Mexico has acted as a norm entrepreneur in disseminating the Responsibility to Protect (R2P) within multilateral forums. In 2009, it was among eleven Latin American states that sponsored the General Assembly debate, positioning itself as a leading regional advocate. However, this activism carried geopolitical undertones, particularly in mitigating Brazil’s rising influence through its Security Council bid and leadership of MINUSTAH (Kenkel & Cunha, 2016). While Brazil was widely regarded as an “emerging power” with growing global clout, Mexico sought to assert relevance by framing R2P as a normative project of solidarity. However, the escalation of drug-related violence in the 2010s reached homicides of nearly 25,000 (UNODC, 2011). This exposed a contradiction between Mexico’s external advocacy for human rights and its internal militarised campaign against cartels. The disjuncture produced a ‘commitment trap’, highlighting the limits of middle-power norm entrepreneurship when confronted with internal security crises ” (Sotomayor, 2016).
Conclusion
Though R2P had an incredible evolution yet, if we see its graph, there is a slope that is moving downwards. This is solely because the success rate is significantly less. The Myanmar case evades the operationalisation of the Responsibility to Protect, constrained by Security Council vetoes and entrenched geopolitical pressures in the Global South (Thakur, 2021).
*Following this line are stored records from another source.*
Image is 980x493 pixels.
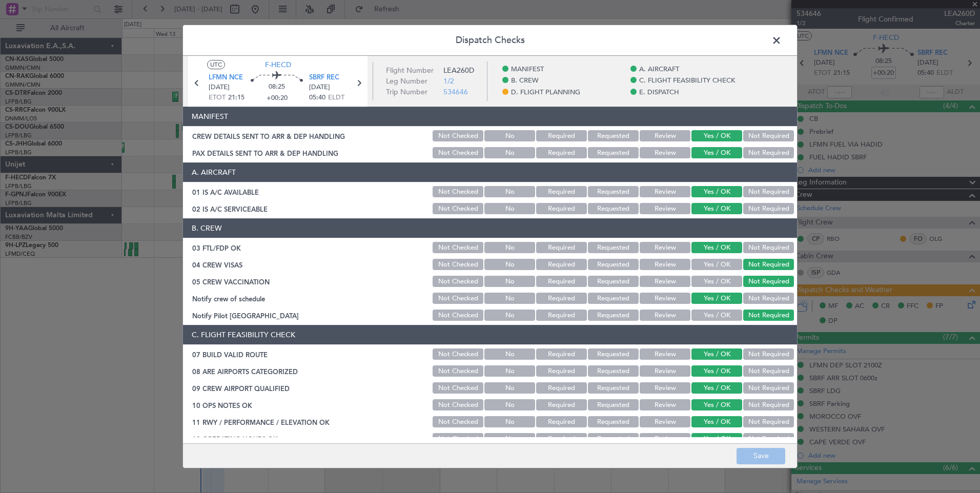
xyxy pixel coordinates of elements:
[743,186,794,197] button: Not Required
[743,416,794,427] button: Not Required
[183,25,797,56] header: Dispatch Checks
[743,242,794,253] button: Not Required
[743,365,794,377] button: Not Required
[743,433,794,444] button: Not Required
[743,258,794,270] button: Not Required
[743,203,794,214] button: Not Required
[743,147,794,158] button: Not Required
[743,309,794,321] button: Not Required
[743,399,794,410] button: Not Required
[743,293,794,304] button: Not Required
[743,130,794,141] button: Not Required
[743,276,794,287] button: Not Required
[743,348,794,360] button: Not Required
[743,382,794,393] button: Not Required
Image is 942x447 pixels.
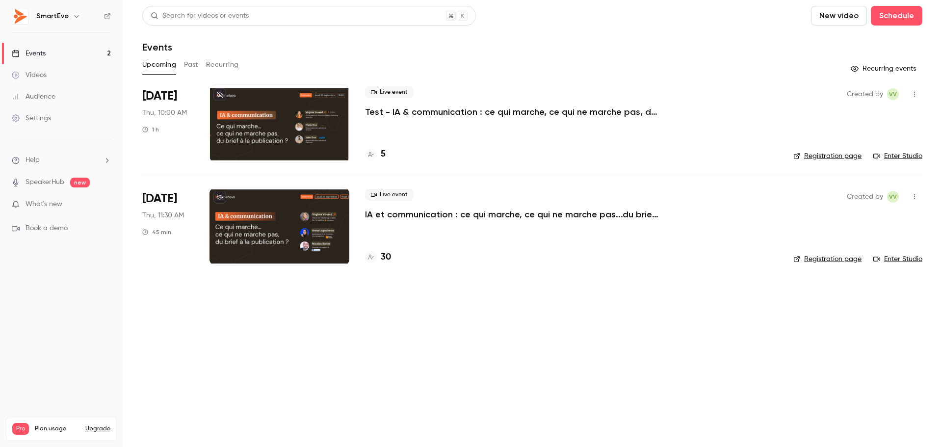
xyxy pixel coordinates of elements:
[142,187,194,265] div: Sep 25 Thu, 11:30 AM (Europe/Paris)
[36,11,69,21] h6: SmartEvo
[142,108,187,118] span: Thu, 10:00 AM
[70,178,90,187] span: new
[873,151,922,161] a: Enter Studio
[889,88,896,100] span: VV
[99,200,111,209] iframe: Noticeable Trigger
[25,199,62,209] span: What's new
[12,8,28,24] img: SmartEvo
[12,70,47,80] div: Videos
[873,254,922,264] a: Enter Studio
[142,84,194,163] div: Sep 18 Thu, 10:00 AM (Europe/Paris)
[12,113,51,123] div: Settings
[365,148,385,161] a: 5
[206,57,239,73] button: Recurring
[85,425,110,433] button: Upgrade
[793,151,861,161] a: Registration page
[142,228,171,236] div: 45 min
[151,11,249,21] div: Search for videos or events
[365,189,413,201] span: Live event
[142,57,176,73] button: Upcoming
[365,106,659,118] a: Test - IA & communication : ce qui marche, ce qui ne marche pas, du brief à la publication ?
[25,223,68,233] span: Book a demo
[365,251,391,264] a: 30
[142,88,177,104] span: [DATE]
[887,191,898,203] span: Virginie Vovard
[846,191,883,203] span: Created by
[142,210,184,220] span: Thu, 11:30 AM
[365,208,659,220] a: IA et communication : ce qui marche, ce qui ne marche pas...du brief à la publication ?
[887,88,898,100] span: Virginie Vovard
[25,155,40,165] span: Help
[12,155,111,165] li: help-dropdown-opener
[381,148,385,161] h4: 5
[25,177,64,187] a: SpeakerHub
[870,6,922,25] button: Schedule
[142,126,159,133] div: 1 h
[889,191,896,203] span: VV
[35,425,79,433] span: Plan usage
[846,61,922,76] button: Recurring events
[365,86,413,98] span: Live event
[12,92,55,102] div: Audience
[12,49,46,58] div: Events
[381,251,391,264] h4: 30
[846,88,883,100] span: Created by
[184,57,198,73] button: Past
[142,41,172,53] h1: Events
[12,423,29,434] span: Pro
[142,191,177,206] span: [DATE]
[793,254,861,264] a: Registration page
[811,6,867,25] button: New video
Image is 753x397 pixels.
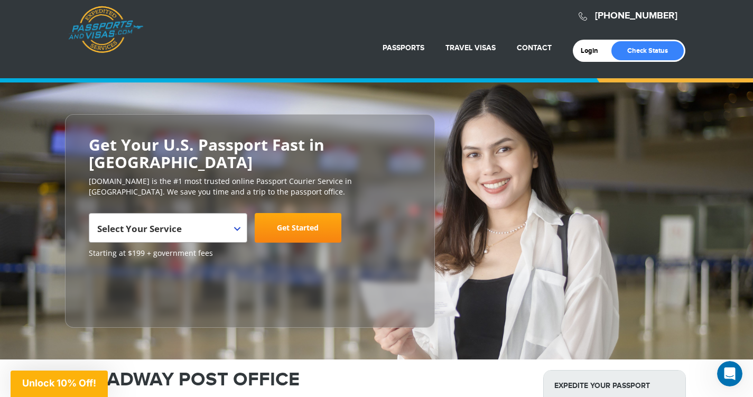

The China’s relationship with Myanmar and ASEAN’s struggle for a unified voice has obstructed humanitarian assistance, particularly to ethnic minorities in conflict zones. The failure to implement R2P even in Burundi, Yemen and Syria has raised questions about the future of the norm. Nevertheless, the international community can still make reformation within the norm to make it more effective before it becomes completely irrelevant. The present day peacekeeping operations under the Chapter VII mandates intervention against incremental threat identified by Security Council under article 39 of the Charter (Payandeh et al., 2010). Even so, interventions within a state that fails to protect its citizens from massive human rights violations does not constitute an intrusion into that state’s sovereignty, but rather appears as the realization of a responsibility which is shared by the state and by the international community.